The explosive growth of video content on the Web has been revolutionizing the way people share, exchange and perceive information, such as events. While an individual video usually concerns a specific aspect of an event, the videos that are uploaded by different users at different locations and times can embody different emphasis and compensate each other in describing the event. Combining these videos from different sources together can unveil a more complete picture of the event. Simply concatenating videos together is an intuitive solution, but it may degrade user experience since it is time-consuming and tedious to view those highly redundant, noisy and disorganized content. Therefore, we develop a novel approach, termed event video mashup (EVM), to automatically generate a unified short video from a collection of Web videos to describe the storyline of an event. We propose a submodular based content selection model that embodies both importance and diversity to depict the event from comprehensive aspects in an efficient way. Importantly, the video content is organized temporally and semantically conforming to the event evolution. We evaluate our approach on a real-world YouTube event dataset collected by ourselves. The extensive experimental results demonstrate the effectiveness of the proposed framework.
CITATION STYLE
Gao, L., Wang, P., Song, J., Huang, Z., Shao, J., & Shen, H. T. (2017). Event video mashup: From hundreds of videos to minutes of Skeleton. In 31st AAAI Conference on Artificial Intelligence, AAAI 2017 (pp. 1323–1330). AAAI press. https://doi.org/10.1609/aaai.v31i1.10725
Mendeley helps you to discover research relevant for your work.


What you need to do: Would you copy every record exactly as it stands and drop the pictures?

Records supplied:
◆ ◆ ◆ ◆ ◆
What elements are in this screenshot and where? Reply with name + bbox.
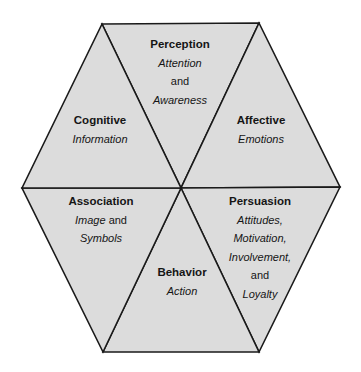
- segment-text: Motivation,: [229, 229, 291, 248]
- segment-title: Behavior: [157, 263, 206, 282]
- segment-text-italic: Image: [75, 214, 106, 226]
- segment-text: and: [150, 72, 209, 91]
- label-association: Association Image and Symbols: [68, 192, 133, 248]
- segment-title: Persuasion: [229, 192, 291, 211]
- label-persuasion: Persuasion Attitudes, Motivation, Involv…: [229, 192, 291, 304]
- label-perception: Perception Attention and Awareness: [150, 35, 209, 109]
- label-affective: Affective Emotions: [237, 111, 286, 148]
- segment-text: Image and: [68, 211, 133, 230]
- segment-text: Involvement,: [229, 248, 291, 267]
- segment-title: Affective: [237, 111, 286, 130]
- segment-text: Loyalty: [229, 285, 291, 304]
- segment-text: Emotions: [237, 130, 286, 149]
- segment-title: Cognitive: [72, 111, 127, 130]
- segment-title: Association: [68, 192, 133, 211]
- segment-text: Attention: [150, 54, 209, 73]
- segment-text: Symbols: [68, 229, 133, 248]
- label-behavior: Behavior Action: [157, 263, 206, 300]
- segment-text: Action: [157, 282, 206, 301]
- segment-text: Attitudes,: [229, 211, 291, 230]
- segment-text: Awareness: [150, 91, 209, 110]
- segment-text-suffix: and: [106, 214, 127, 226]
- label-cognitive: Cognitive Information: [72, 111, 127, 148]
- segment-text: Information: [72, 130, 127, 149]
- segment-text: and: [229, 266, 291, 285]
- segment-title: Perception: [150, 35, 209, 54]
◆ ◆ ◆ ◆ ◆
Result for this task:
What elements are in this screenshot and where? Reply with name + bbox.
- segment-text: Motivation,: [229, 229, 291, 248]
- segment-title: Behavior: [157, 263, 206, 282]
- segment-text-italic: Image: [75, 214, 106, 226]
- segment-text: and: [150, 72, 209, 91]
- label-association: Association Image and Symbols: [68, 192, 133, 248]
- segment-title: Persuasion: [229, 192, 291, 211]
- label-persuasion: Persuasion Attitudes, Motivation, Involv…: [229, 192, 291, 304]
- label-perception: Perception Attention and Awareness: [150, 35, 209, 109]
- label-affective: Affective Emotions: [237, 111, 286, 148]
- segment-text: Image and: [68, 211, 133, 230]
- segment-text: Involvement,: [229, 248, 291, 267]
- segment-title: Affective: [237, 111, 286, 130]
- segment-text: Loyalty: [229, 285, 291, 304]
- segment-text: Emotions: [237, 130, 286, 149]
- segment-title: Cognitive: [72, 111, 127, 130]
- segment-title: Association: [68, 192, 133, 211]
- segment-text: Attention: [150, 54, 209, 73]
- segment-text: Symbols: [68, 229, 133, 248]
- label-behavior: Behavior Action: [157, 263, 206, 300]
- segment-text: Action: [157, 282, 206, 301]
- segment-text: Attitudes,: [229, 211, 291, 230]
- segment-text: Awareness: [150, 91, 209, 110]
- segment-text-suffix: and: [106, 214, 127, 226]
- label-cognitive: Cognitive Information: [72, 111, 127, 148]
- segment-text: Information: [72, 130, 127, 149]
- segment-text: and: [229, 266, 291, 285]
- segment-title: Perception: [150, 35, 209, 54]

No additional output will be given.